This is a continuation of the previous post. The typical response to Mwozlaslotha mwalevo, s’achishi (“A fair wind has blown you to me”) is:
Sakeslo mwalevo! Snlwi sho awnlevoyovamwaleri ka!
sa-ke-slo
hang-INTENS–3s
mwale-vo
wind-true
sn-lw-i-Ø
FUT-sad-1s–3s.A
sho
when
a-wn-le-voyo-va-mwale-ri
NEG-pick-away-fruit-LOC.APPL-wind-1p
ka
NEG
The word sakeslo, which I’ve translated as “indeed”, is really the postural verb sanyo “to hang” plus an intensive suffix.
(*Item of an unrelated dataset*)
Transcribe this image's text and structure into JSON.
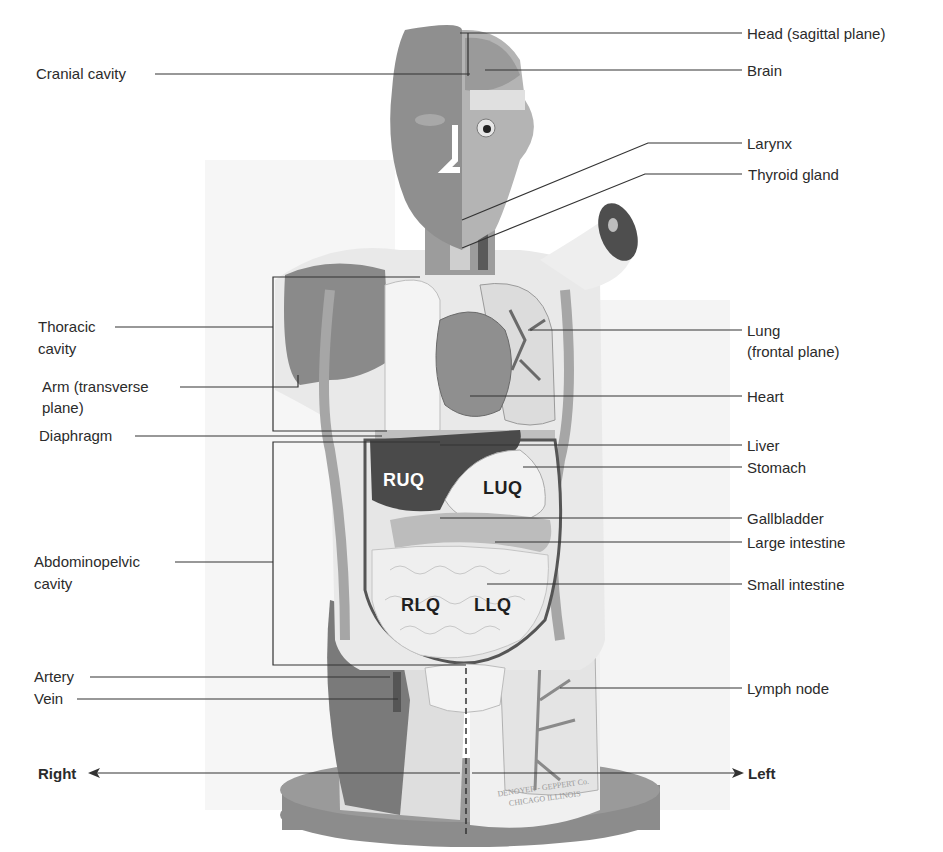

Nitherian has several other postural verbs, including pino “to stand”, cho “to sit”, and ymvo “to sit cross-legged”. In addition to their literal meanings, these verbs are the usual way to assert the existence of things or describe their location; instead of “there’s a tree in the field”, you say “a tree stands in the field”. Different kinds of things use different postural verbs: trees “stand”, houses and rocks “sit”, ropes “sit cross-legged”, and the wind “hangs”.
The idiomatic compound ownlevoyovaso, literally “pick fruit off of”, means to take advantage of a situation.
The usual way of forming a negative in Nitherian is by applying one of its negative prefixes, a- in this case, to the verb. However, speakers will often reinforce this by adding the negative particle ka after the verb. This particle originally meant “seed”, but speakers used it so much in negative sentences to mean “not even the smallest amount” that it simply became a negative intensifier.